HOW USEFUL IS PRE‐OPERATIVE COMPUTERIZED TOMOGRAPHY SCANNING IN STAGING RECTAL CANCER?

Abstract
This study evaluates prospectively the reliability of computerized tomography (CT) in the pre-operative staging of 80 patients with rectal cancer. The scans were performed and reviewed by one radiologist without knowledge of either the operative findings or the final clinicopathological stage of the tumours. Fourteen of 60 patients (23%) who had a potentially curative resection were correctly staged by CT. The tumour was understaged in 28 patients (47%) and was overstaged in 18 patients (30%). CT did not identify the one patient with histological demonstration of invasion of an adjacent organ was equivocal or incorrect in 10 others on the question of adjacent organ invasion. CT failed to define accurately local tumour spread confined to the rectal was (positive predictive value (PPV) 23%), identify venous invasion (PPV 35%) or involved regional lymph nodes (PPV 42%).
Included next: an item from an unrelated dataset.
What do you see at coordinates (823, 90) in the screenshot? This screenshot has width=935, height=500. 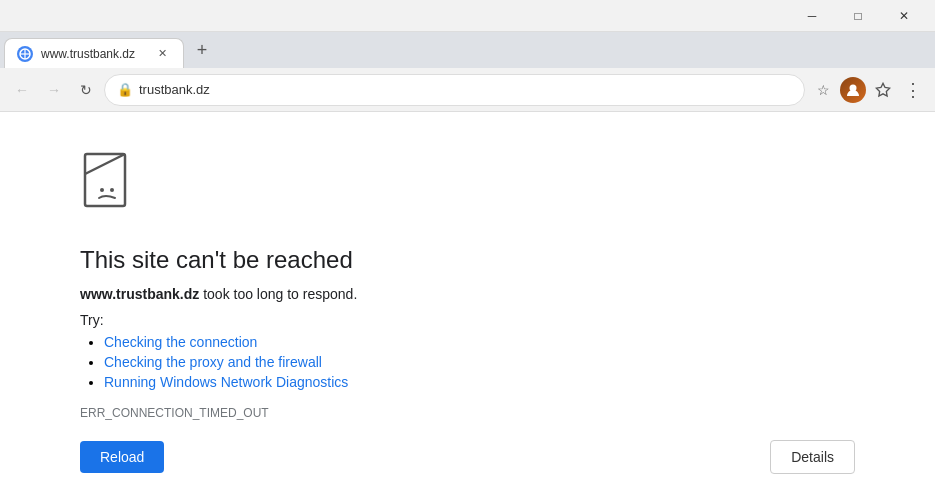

However, the negative predictive value for excluding synchronous liver metastases was 90%, and 11 patients who subsequently developed histologically confirmed local recurrence were all correctly diagnosed on CT. These findings suggest that pre-operative examination of patients with rectal cancer by CT is not routinely justified specifically for purposes of staging the disease.